The Trump records were stored alongside similar documents pertaining to other celebrities’ catch-and-kill deals, in which exclusive rights to people’s stories were bought with no intention of publishing to keep them out of the news. By keeping celebrities’ embarrassing secrets, the company was able to ingratiate itself with them and ask for favors in return.
And just how valuable do you think having stories like this on the president of the United States is to a man like David Pecker?
Sure, they’ve been friends for a long time, but these aren’t the kind of relationship, nor are Trump and Pecker the kind of men who put relationships above their own self-interests.
But after The Wall Street Journal initially published the first details of Playboy model Karen McDougal’s catch-and-kill deal shortly before the 2016 election, those assets became a liability. Fearful that the documents might be used against American Media, Pecker and the company’s chief content officer, Dylan Howard, removed them from the safe in the weeks before Trump’s inauguration, according to one person directly familiar with the events.
It was unclear whether the documents were destroyed or simply were moved to a location known to fewer people.
I can just about guarantee they weren’t destroyed. They’re too valuable.
Court papers in the Cohen case say Pecker “offered to help deal with negative stories about (Trump’s) relationships with women by, among other things, assisting the campaign in identifying such stories so they could be purchased and their publication avoided.”
These seems to suggest that there are more than just the two stories we all know about. Given Trump’s past, that makes sense.
So what other stories might be in that safe? More affairs? Abortions?
These are things that have been rumored for some time, as far as Cohen’s job within the Trump Organization. He handled the payoffs and did the janitorial services required when some of the nastier elements of Trump’s reprobate activities bubbled to the surface.
Seriously. Why else does a man of Trump’s alleged wealth hire and retain a shifty-eyed weasel like Michael Cohen, who got his law degree from a strip mall law school, the worst in the nation?

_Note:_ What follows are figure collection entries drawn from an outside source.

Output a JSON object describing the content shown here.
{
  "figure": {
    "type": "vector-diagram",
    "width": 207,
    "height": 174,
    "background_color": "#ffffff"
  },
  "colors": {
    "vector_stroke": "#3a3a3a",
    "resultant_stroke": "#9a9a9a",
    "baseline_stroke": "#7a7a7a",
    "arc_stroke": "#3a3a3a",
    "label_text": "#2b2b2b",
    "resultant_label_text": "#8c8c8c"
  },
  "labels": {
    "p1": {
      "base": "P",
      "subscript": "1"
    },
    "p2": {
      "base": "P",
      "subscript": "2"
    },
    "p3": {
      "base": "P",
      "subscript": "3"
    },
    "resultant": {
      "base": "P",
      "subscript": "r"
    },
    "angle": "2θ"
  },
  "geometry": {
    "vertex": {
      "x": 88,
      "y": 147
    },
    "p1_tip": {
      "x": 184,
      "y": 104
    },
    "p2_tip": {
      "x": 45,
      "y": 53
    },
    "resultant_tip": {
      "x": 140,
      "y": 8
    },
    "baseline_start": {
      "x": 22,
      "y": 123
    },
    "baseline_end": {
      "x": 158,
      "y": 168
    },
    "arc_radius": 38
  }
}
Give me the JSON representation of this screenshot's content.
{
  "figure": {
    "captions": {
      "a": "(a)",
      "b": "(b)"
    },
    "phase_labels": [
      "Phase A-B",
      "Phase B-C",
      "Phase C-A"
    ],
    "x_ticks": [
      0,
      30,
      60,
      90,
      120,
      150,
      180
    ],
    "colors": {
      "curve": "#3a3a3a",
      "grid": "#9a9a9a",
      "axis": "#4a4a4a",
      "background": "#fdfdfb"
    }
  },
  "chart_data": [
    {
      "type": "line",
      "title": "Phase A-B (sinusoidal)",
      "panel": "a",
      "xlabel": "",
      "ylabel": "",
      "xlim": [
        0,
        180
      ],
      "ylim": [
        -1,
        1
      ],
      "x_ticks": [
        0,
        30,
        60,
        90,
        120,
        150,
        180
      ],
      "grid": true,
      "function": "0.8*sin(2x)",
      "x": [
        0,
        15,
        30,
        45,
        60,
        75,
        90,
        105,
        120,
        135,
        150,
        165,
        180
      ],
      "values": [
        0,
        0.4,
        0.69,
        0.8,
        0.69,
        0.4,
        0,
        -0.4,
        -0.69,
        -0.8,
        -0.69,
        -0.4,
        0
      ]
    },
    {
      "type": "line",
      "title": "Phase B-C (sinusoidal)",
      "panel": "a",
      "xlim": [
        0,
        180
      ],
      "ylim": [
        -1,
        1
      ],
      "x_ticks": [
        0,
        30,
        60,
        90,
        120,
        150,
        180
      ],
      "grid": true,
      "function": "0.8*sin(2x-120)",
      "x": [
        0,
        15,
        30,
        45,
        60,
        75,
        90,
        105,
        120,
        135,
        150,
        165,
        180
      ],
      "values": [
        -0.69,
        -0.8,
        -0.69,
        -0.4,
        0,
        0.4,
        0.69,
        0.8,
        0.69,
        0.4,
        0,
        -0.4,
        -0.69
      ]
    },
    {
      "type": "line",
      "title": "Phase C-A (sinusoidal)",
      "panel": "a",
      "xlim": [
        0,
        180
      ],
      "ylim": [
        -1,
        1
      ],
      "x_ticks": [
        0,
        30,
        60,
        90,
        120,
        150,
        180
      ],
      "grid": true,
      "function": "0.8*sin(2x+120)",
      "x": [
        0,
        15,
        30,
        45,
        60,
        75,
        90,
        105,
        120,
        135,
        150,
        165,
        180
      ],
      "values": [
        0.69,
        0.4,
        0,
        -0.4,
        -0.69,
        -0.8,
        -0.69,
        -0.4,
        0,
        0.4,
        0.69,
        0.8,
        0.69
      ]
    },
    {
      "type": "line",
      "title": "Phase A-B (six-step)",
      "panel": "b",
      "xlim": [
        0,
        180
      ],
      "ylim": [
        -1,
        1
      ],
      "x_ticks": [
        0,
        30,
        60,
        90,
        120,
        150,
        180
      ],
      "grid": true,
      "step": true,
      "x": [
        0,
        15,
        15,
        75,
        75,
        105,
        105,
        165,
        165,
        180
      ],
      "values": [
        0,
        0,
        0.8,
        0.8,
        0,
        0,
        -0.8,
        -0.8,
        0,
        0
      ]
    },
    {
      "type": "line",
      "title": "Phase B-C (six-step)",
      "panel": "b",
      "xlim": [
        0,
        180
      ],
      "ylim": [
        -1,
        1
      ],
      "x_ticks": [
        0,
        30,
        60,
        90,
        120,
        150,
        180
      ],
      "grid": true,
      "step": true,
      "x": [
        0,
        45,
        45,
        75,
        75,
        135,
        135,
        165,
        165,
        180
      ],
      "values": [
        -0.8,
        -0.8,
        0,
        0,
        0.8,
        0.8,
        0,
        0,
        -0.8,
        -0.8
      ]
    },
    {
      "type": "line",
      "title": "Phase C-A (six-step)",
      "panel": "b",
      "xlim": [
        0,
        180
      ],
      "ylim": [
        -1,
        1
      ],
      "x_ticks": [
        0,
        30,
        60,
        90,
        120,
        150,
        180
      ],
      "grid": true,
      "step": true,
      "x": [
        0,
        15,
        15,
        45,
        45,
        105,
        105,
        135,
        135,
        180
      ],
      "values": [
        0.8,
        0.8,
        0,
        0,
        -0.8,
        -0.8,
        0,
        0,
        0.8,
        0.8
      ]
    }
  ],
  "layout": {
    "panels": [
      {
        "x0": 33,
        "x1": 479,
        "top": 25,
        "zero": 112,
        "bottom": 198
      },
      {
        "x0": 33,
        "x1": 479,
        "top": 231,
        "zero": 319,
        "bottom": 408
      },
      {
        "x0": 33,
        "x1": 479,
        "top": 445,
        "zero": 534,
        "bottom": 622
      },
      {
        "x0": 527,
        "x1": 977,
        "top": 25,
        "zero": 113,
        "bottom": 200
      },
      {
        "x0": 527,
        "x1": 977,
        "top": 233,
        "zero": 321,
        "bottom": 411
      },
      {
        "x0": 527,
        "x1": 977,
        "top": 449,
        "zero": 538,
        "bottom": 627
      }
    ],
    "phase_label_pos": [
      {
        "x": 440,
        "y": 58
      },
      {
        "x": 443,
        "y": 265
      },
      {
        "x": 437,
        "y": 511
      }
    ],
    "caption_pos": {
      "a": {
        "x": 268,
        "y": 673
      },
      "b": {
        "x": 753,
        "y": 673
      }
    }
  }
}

Because he needed somebody with the kind of situational morals and standards to handle the unsavory business that might arise when everything from your business to your personal life is steeped in corruption.
It was Cohen who made all the arrangements with Pecker.

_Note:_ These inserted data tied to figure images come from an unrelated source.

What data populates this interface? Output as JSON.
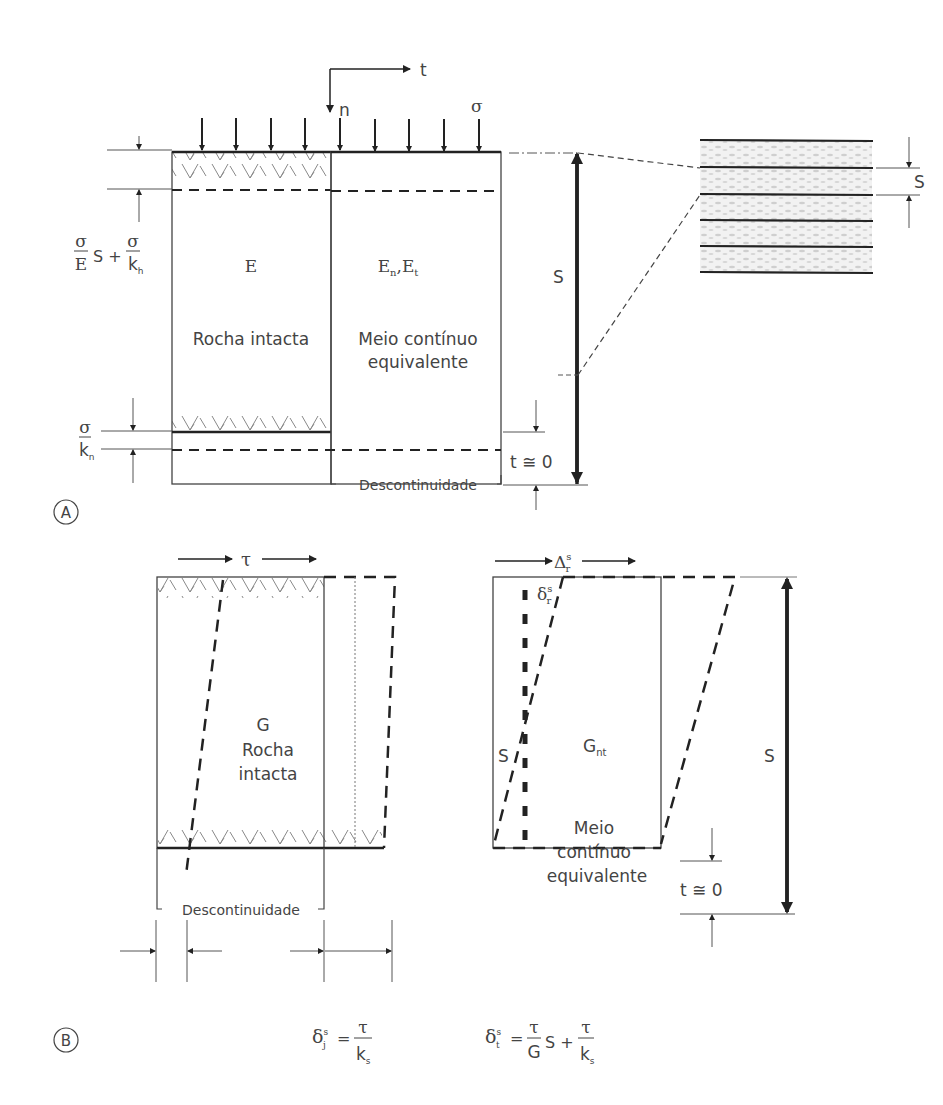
{
  "panel_a": {
    "marker": "A",
    "axis_t": "t",
    "axis_n": "n",
    "load_symbol": "σ",
    "left_block": {
      "modulus": "E",
      "label": "Rocha intacta"
    },
    "right_block": {
      "modulus": "E",
      "modulus_sub": "n",
      "modulus2": "E",
      "modulus2_sub": "t",
      "label_line1": "Meio contínuo",
      "label_line2": "equivalente"
    },
    "eq_top": {
      "num1": "σ",
      "den1": "E",
      "mid": "S +",
      "num2": "σ",
      "den2": "k",
      "den2_sub": "h"
    },
    "eq_bottom": {
      "num": "σ",
      "den": "k",
      "den_sub": "n"
    },
    "discontinuity_label": "Descontinuidade",
    "t_approx": "t ≅ 0",
    "spacing_label": "S",
    "detail_spacing_label": "S"
  },
  "panel_b": {
    "marker": "B",
    "left_block": {
      "shear": "τ",
      "modulus": "G",
      "label_line1": "Rocha",
      "label_line2": "intacta"
    },
    "right_block": {
      "disp_top": "Δ",
      "disp_top_sup": "s",
      "disp_top_sub": "r",
      "disp_inner": "δ",
      "disp_inner_sup": "s",
      "disp_inner_sub": "r",
      "modulus": "G",
      "modulus_sub": "nt",
      "label_line1": "Meio",
      "label_line2": "contínuo",
      "label_line3": "equivalente",
      "s_inner": "S"
    },
    "discontinuity_label": "Descontinuidade",
    "t_approx": "t ≅ 0",
    "spacing_label": "S",
    "eq_left": {
      "lhs": "δ",
      "lhs_sup": "s",
      "lhs_sub": "j",
      "eq": "=",
      "num": "τ",
      "den": "k",
      "den_sub": "s"
    },
    "eq_right": {
      "lhs": "δ",
      "lhs_sup": "s",
      "lhs_sub": "t",
      "eq": "=",
      "num1": "τ",
      "den1": "G",
      "mid": "S +",
      "num2": "τ",
      "den2": "k",
      "den2_sub": "s"
    }
  }
}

In July, Cohen released an audio tape in which he and Trump discussed plans to buy McDougal’s story from the Enquirer. Such a purchase was necessary, they suggested, to prevent Trump from having to permanently rely on a tight relationship with the tabloid.

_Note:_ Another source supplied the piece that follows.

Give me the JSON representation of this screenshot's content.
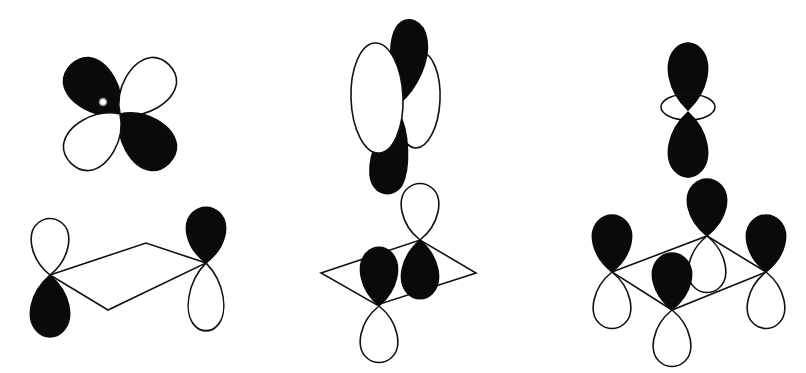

“You never know where that company — you never know what he’s gonna be —” Cohen says.
“David gets hit by a truck,” Trump says.
“Correct,” Cohen replies. “So, I’m all over that.”
It may have been that “David gets hit by a truck” line that lit a fire under Pecker, who has previously refused to work with authorities.
Former Enquirer employees who spoke to the AP said that negative stories about Trump were dead on arrival dating back more than a decade when he starred on NBC’s reality show “The Apprentice.”
In 2010, at Cohen’s urging, the National Enquirer began promoting a potential Trump presidential candidacy, referring readers to a pro-Trump website Cohen helped create. With Cohen’s involvement, the publication began questioning President Barack Obama’s birthplace and American citizenship in print, an effort that Trump promoted for several years, former staffers said.
So Pecker is dirty. Cohen is dirty. It only stands to reason that Trump is dirty, as well.
The difference here is that Pecker and Cohen are not in the White House. Trump is.
When all the books are written about this period in our nation’s government, it’s going to be a wild and cautionary tale about electing based on bombast and emotion, rather than character and commonsense.